Jordanian FM: Arab world willing to guarantee Israel’s security if Palestinian state established

Jacob Magid is The Times of Israel's US bureau chief

Jordanian Foreign Minister Ayman Safadi addresses reporters in New York at the United Nations on September 27, 2024. (Screen capture/X)
Jordanian Foreign Minister Ayman Safadi addresses reporters in New York at the United Nations on September 27, 2024. (Screen capture/X)

In a recent press conference on the sidelines of the UN General Assembly, Jordanian Foreign Minister Ayman Safadi insisted that Arab and Muslim countries will guarantee Israel’s security if Jerusalem agrees to allow the establishment of a Palestinian state on the pre-1967 lines, while blasting Prime Minister Benjamin Netanyahu’s refusal to do so.

“The Israeli prime minister came here today and said that Israel is surrounded by those who want to destroy it,” Safadi said at a Friday press conference shortly after Netanyahu finished his speech at the UN General Assembly.

“We’re here — members of the Muslim-Arab committee, mandated by 57 Arab and Muslim countries — and I can tell you very unequivocally, all of us are willing to guarantee the security of Israel in the context of Israel ending the occupation and allowing for the emergence of a Palestinian state,” Safadi passionately argued.

Netanyahu “is creating that danger because he simply does not want the two-state solution. If he does not want the two-state solution, can you ask Israeli officials what is their end-game — other than just wars and wars and wars?”

“All of us in the Arab world here, want a peace in which Israel lives in peace and security, accepted, normalized with all Arab countries in the context of ending the occupation, withdrawing from Arab territory, allowing for the emergence of an independent, sovereign Palestinian state on the June 4, 1967 lies with East Jerusalem as its capital,” Safadi continues.
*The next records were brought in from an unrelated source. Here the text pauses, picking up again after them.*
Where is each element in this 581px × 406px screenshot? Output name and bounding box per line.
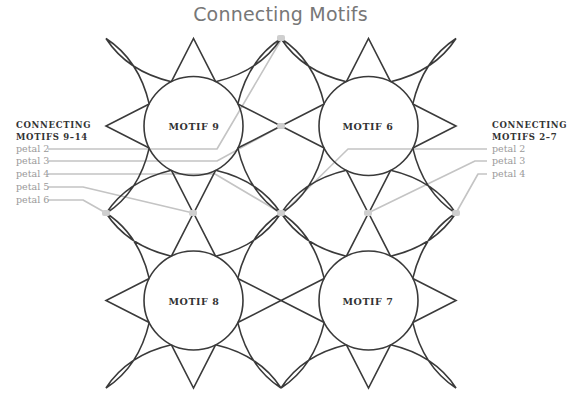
left-petal-4-label: petal 4 (16, 168, 49, 180)
leader-line (48, 200, 106, 213)
left-petal-2-label: petal 2 (16, 143, 49, 155)
join-node (277, 35, 285, 41)
right-group-heading: CONNECTING MOTIFS 2–7 (492, 119, 567, 143)
motif-8-label: MOTIF 8 (168, 296, 219, 307)
motif-diagram (0, 0, 581, 406)
join-node (189, 210, 197, 216)
leader-lines (48, 40, 487, 213)
join-node (277, 210, 285, 216)
left-heading-line2: MOTIFS 9–14 (16, 131, 91, 143)
right-petal-2-label: petal 2 (492, 143, 525, 155)
right-heading-line1: CONNECTING (492, 119, 567, 131)
leader-line (368, 161, 487, 213)
right-petal-4-label: petal 4 (492, 168, 525, 180)
left-group-heading: CONNECTING MOTIFS 9–14 (16, 119, 91, 143)
left-petal-5-label: petal 5 (16, 181, 49, 193)
join-node (102, 210, 110, 216)
leader-line (48, 174, 281, 213)
join-nodes (102, 35, 460, 216)
motif-6-label: MOTIF 6 (342, 121, 393, 132)
motif-7-label: MOTIF 7 (342, 296, 393, 307)
right-heading-line2: MOTIFS 2–7 (492, 131, 567, 143)
join-node (452, 210, 460, 216)
right-petal-3-label: petal 3 (492, 155, 525, 167)
join-node (364, 210, 372, 216)
motif-9-label: MOTIF 9 (168, 121, 219, 132)
leader-line (456, 174, 487, 213)
left-petal-3-label: petal 3 (16, 155, 49, 167)
left-heading-line1: CONNECTING (16, 119, 91, 131)
join-node (277, 123, 285, 129)
left-petal-6-label: petal 6 (16, 194, 49, 206)
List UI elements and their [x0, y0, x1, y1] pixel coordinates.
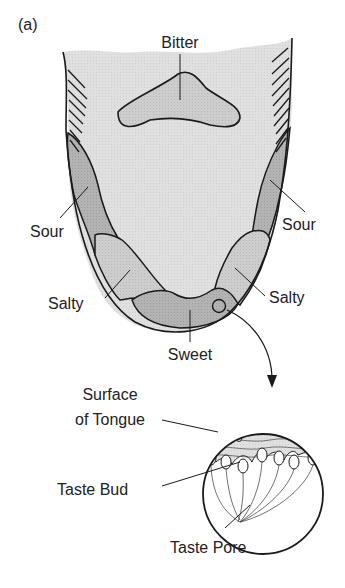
arrow-head — [267, 375, 277, 388]
inset-magnified-view — [200, 400, 330, 555]
label-salty-left: Salty — [48, 295, 84, 312]
label-salty-right: Salty — [269, 289, 305, 306]
arrow-to-inset — [227, 310, 272, 380]
label-sour-right: Sour — [282, 216, 316, 233]
label-of-tongue: of Tongue — [75, 411, 145, 428]
label-sweet: Sweet — [168, 346, 213, 363]
panel-label: (a) — [18, 16, 38, 33]
tongue-taste-map-diagram: (a) — [0, 0, 345, 588]
label-surface: Surface — [82, 386, 137, 403]
label-sour-left: Sour — [30, 223, 64, 240]
label-taste-bud: Taste Bud — [57, 481, 128, 498]
tongue — [60, 38, 305, 388]
label-bitter: Bitter — [161, 34, 199, 51]
label-taste-pore: Taste Pore — [170, 539, 247, 556]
“The amount of damage that this Israeli government has done — 30 years of efforts to convince people that peace is possible, this Israeli government killed it. The amount of dehumanization, hatred, bitterness, will take generations to navigate through,” the Jordanian foreign minister says. “We have no partner for peace in Israel, there is a partner for peace in the Arab world, and that’s why the international community needs to move.”